A member of the community and a Warrensburg High School senior received community service awards Wednesday for helping the community in various ways.
The awards were given to Kaylee Henry, a WHS senior, and Shirley Briscoe, a volunteer coordinator for Manna Harvest at the Shiloh Missionary Baptist Church, during the MLK Community Service Awards Luncheon at Fitt-Kickers Pub. The event was hosted by the Warrensburg Chamber of Commerce and the UCM Student Experience and Engagement Office.
Henry was nominated for the award by her English teacher, Jennifer Fowler, for the humanitarianism she has shown in her high school class.
“It made me really grateful for my community…and I felt really honored, too,” Henry said during a Muleskinner interview. “I feel like we live in a very progressive community already but I feel like there are more changes to be made and if I can help them myself, then why wouldn’t I?”
Henry spoke at the Lafayette County Juneteenth festival on June 22 in Higginsville, Missouri, to celebrate the abolishment of slavery and acknowledge local African-American citizen accomplishments. She was invited to speak by the chairman of the NAACP.
On their way back from the festival, they got into a car accident that resulted in her spending three months in the hospital on life support. She had to have emergency surgery, and she had to learn how to walk, talk, eat and breathe right again.
“I didn’t take it as a misfortune, though,” she said. “It just made me realize how grateful I am and how blessed I am to have my family, my friends, my community and all the people around me. It just made me want to do even more in my community.”

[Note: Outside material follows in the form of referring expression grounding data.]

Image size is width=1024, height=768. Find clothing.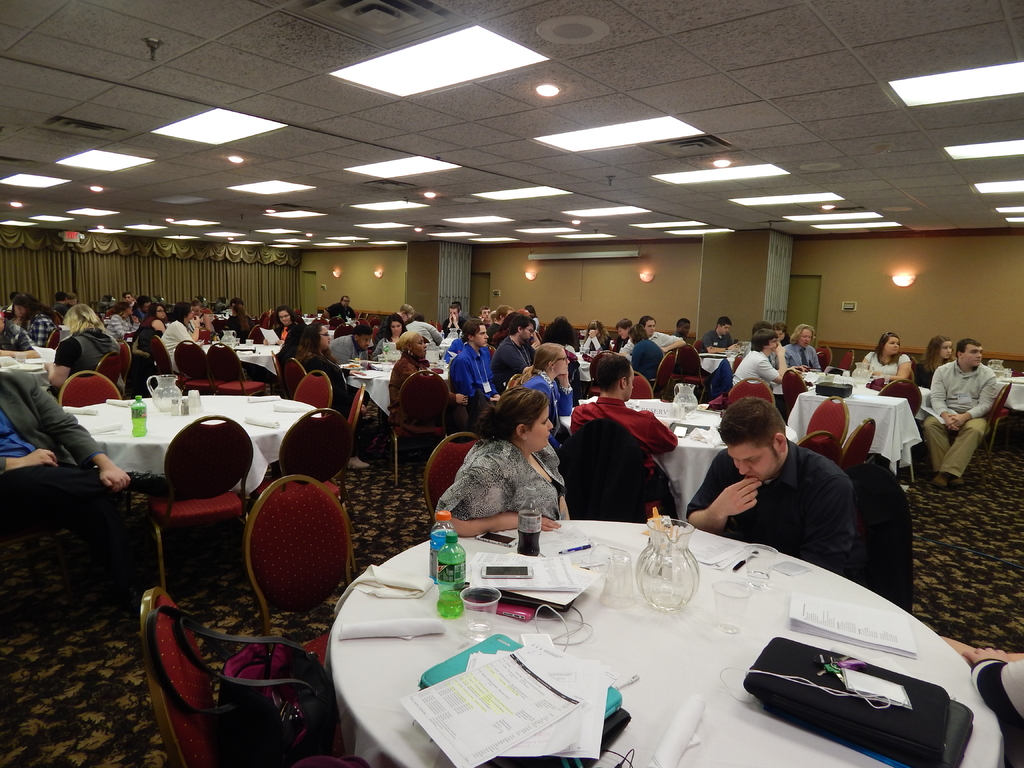
select_region(730, 348, 776, 389).
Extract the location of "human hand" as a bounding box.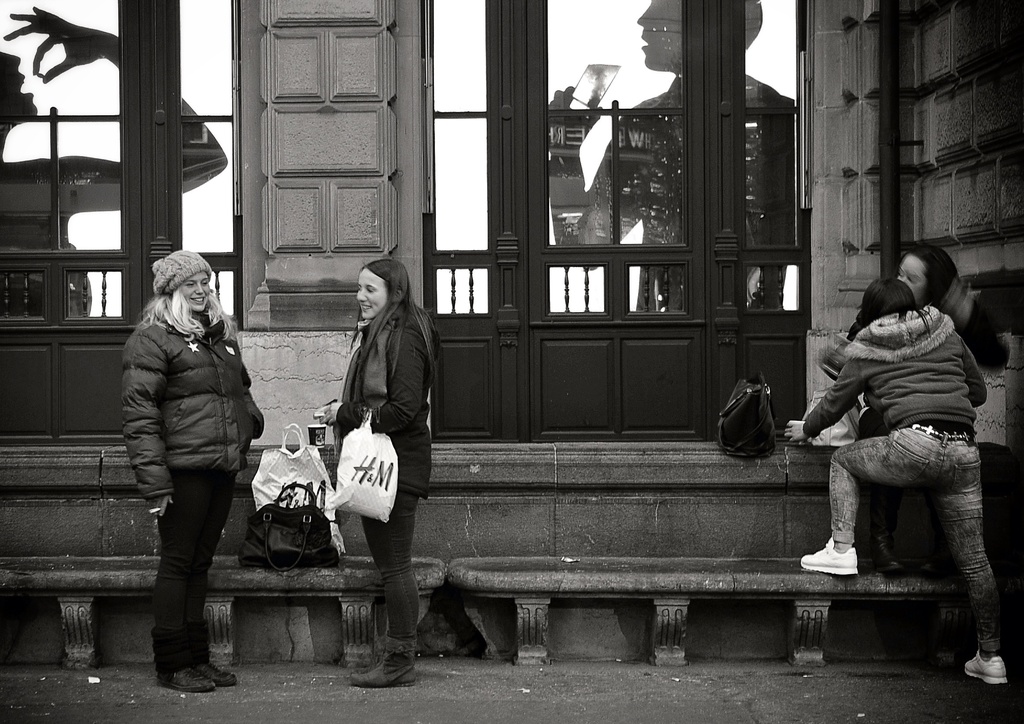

Henry said it is important for everyone to remember MLK to inspire people to make changes in their towns.
“MLK: a great man who started a change that we all needed to see,” she said. “He’s also an inspiration to anyone who wants to make a change in our world. I feel like that’s why it’s important for us to remember him on this day and all the rest of our lives…He’s a great man to be remembered.”
As volunteer coordinator for Manna Harvest, Briscoe helps feed people through the Nehemia Feeding Program five nights a week at the Shilo Missionary Baptist Church.
Briscoe worked at UCM for 30 years as a laboratory technician at the UCM Health Center. Her past co-worker, Ginny Mctighe, is the one who nominated her for this award due to the services that Briscoe provides for the community.
Briscoe has reached out for volunteers from the UCM community, such as fraternities and sororities, to serve food at the church, along with many other church members around the area and senior citizens.
“We serve them restaurant style and we treat them just like going out to a restaurant,” Briscoe said. “We treat them and we talk to them and we wait on them. It’s not just the homeless that we feed. It’s people that are having a hard time and maybe lost their job, or a hard time making ends meet.”
On the first and third Saturdays of the month, Briscoe said Manna Harvest does senior commodities and food giveaways. She said people line up at 6:30 a.m. from the corner of Main Street all the way down to Market Street. They don’t get out of the cars as the volunteers hand people the packages.
“I feel blessed and fortunate. I feel like I have a connection,” she said. “It makes me feel good that I can reach out and help…That was instilled to me by my mom, about giving. I always gave and I look for nothing in return.”
Briscoe said she wants to bring a homeless shelter back to Warrensburg. The town had a shelter called the Destiny House that closed down about three months ago. She said it was sold and will now be used as a drug rehab facility. She said she is worried about the homeless sleeping in the woods around town during the cold months.
“We don’t have a shelter anymore. They have nothing. Nowhere to go,” she said. “I just wish we could get together and find some land and build something…I just wish we could find somewhere and get them off the street…it would make a big difference.”
Casey Lund, mayor pro tem and the guest speaker, said the community service awards are important because they inspire others to volunteer in their communities.
“It’s paying homage to those folks that put in so much work and so much effort. It’s great to acknowledge their efforts and encourage them to keep doing them, and also to let others know and be inspired by what they do,” Lund said. “If they see that here today they are able to have the huge impact that they do, then maybe it will make them think twice about making their own contribution or impact in our community.”
Lund said people need to remember Martin Luther King’s message more than once a year.
“It would be great if we learned his teaching and principles more often, but at a minimum we are able to do it every year at this event,” he said. “We are able to see some of the changes and effects that other people like Shirley and Kaylee have done in the community.”
Editor’s Note: This version of the story corrects the last name of Shirley Briscoe.